3. Ranked Choice Voting

Wisconsin already faces many challenges in convincing voters to trust its election system. Now, lawmakers on both sides of the aisle are proposing a new system to make voting even more complicated, confusing, and suspicious. Ranked Choice Voting would replace our current system where the candidate with the most votes wins, with a new system that relies on each voter getting multiple votes, and there are multiple rounds of counting where many voters are disenfranchised by election officials tossing out their ballots during rounds of counting. Ranked Choice Voting leaves voters confused, frustrated, and mostly, represented by Democrats.

So deep-pocket, left-wing activists – the same ‘big thinkers’ who were all in on the Zuckerbucks scam – are looking to exploit naïve Republicans to upend our one-person-one-vote elections.  They’re speaking out of both sides of their mouths, promising some on the right that Ranked Choice Voting will elect more moderates, while promising others it would have helped Trump. Their strategy – combining campaign cash with phony promises – is paying off.  While Republicans in other states are banning Ranked Choice Voting, no hearing is scheduled in either house on a plan to ban it here. Instead, Wisconsin Republicans are heading the opposite direction, shepherding a bill through the process to make it law.

Unless smarter heads prevail, the left is only a session or two from delivering a new election system in Wisconsin.

 

2. Sex Change Procedures for Children

Throughout 2023 Wisconsin liberals open argued that children should be allowed to have sex change procedures.  2024 is sure to see the left introduce even more radical proposals that energize their voters while mocking conservatives’ inability to do anything about it.

The left has made gender mutilation and chemical castration of children a centerpiece of their agenda. Conservatives might think that’s an indefensible position that no one in their right mind could possibly get behind, mistakenly believing this is the issue that will expose and destroy the left once and for all. Instead, criticism from the right actually seems to be emboldening the left to double down on their position.

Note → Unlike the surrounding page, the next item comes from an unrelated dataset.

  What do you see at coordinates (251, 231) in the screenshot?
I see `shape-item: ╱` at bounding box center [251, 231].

The damage to young bodies and minds are the biggest, but not the only, casualties. The harm being done in the field of medicine by the ideology-based rejection of basic scientific principles like gender will last for generations. And that doesn’t begin to count the financial costs to our health care system – paid by higher insurance rates and more government spending.

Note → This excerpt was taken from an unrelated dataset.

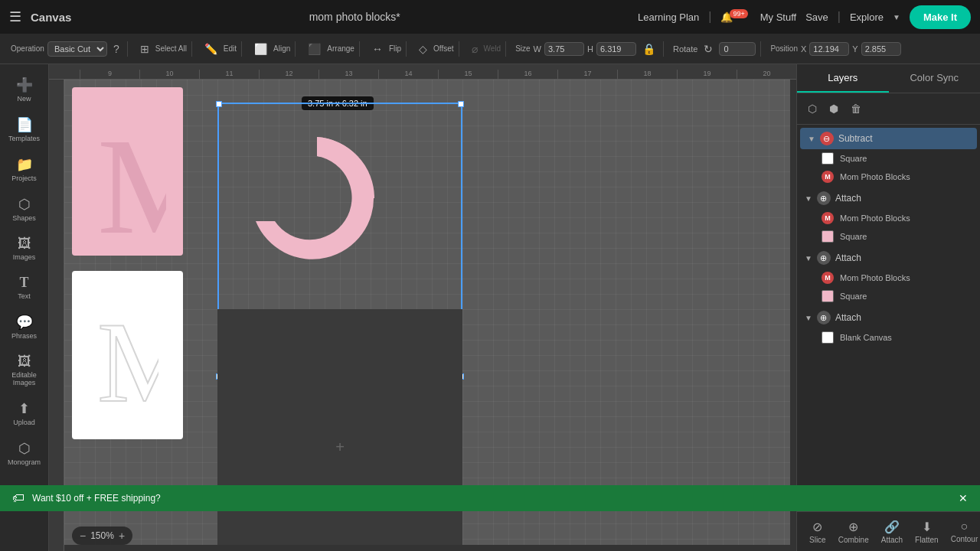 Image resolution: width=980 pixels, height=551 pixels. I want to click on x-input, so click(829, 49).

The threat here is a mindset that allows state-sponsored medical experimentation on children no matter the cost to them, or to society.

 

1. Out of Control Taxes

The sales tax in Milwaukee is about to hit 7.9% thanks to a century of Democrat control there, aided and abetted by Republicans in the legislature. Voters there will complain and ultimately find a way to blame Republicans. There are no surprises in how that’s going to play out. What might surprise you, who live outside Milwaukee, that you’re in for a tax shock of your own. Remember the Covid relief funds that were supposed to help schools set up virtual classroom? It turns out many school districts plowed that money into their general operating budget. Now that the relief funds are expiring, those same school districts are planning on referendums to fill the gap. Over the past five years, 79% of school operating referendums in Wisconsin have passed. So, if you get that School Perceptions survey in the mail, you know what comes next.

With inflation continuing to pinch family budgets, broad tax relief strict controls on government spending (preferably cuts) are what’s needed. Instead, local property taxes jumped this year on top of massive – 37% – increases of state aid to locals (a cash dump that came on top of the billions in Covid aid to locals.) And 2023 property taxes jumped 4.7%, the highest jump since 2007.  While the hike will be partially offset by state credits (which are ALSO tax dollars) depending on where you live you can expect to pay a little to a lot more.

It’s so bad that even the Milwaukee Journal Sentinel said something:

And don’t forget that the state is still sitting on a surplus of $4 billion of your tax dollars. That’s $4 billion that you overpaid for already-bloated government spending while taxes are going up.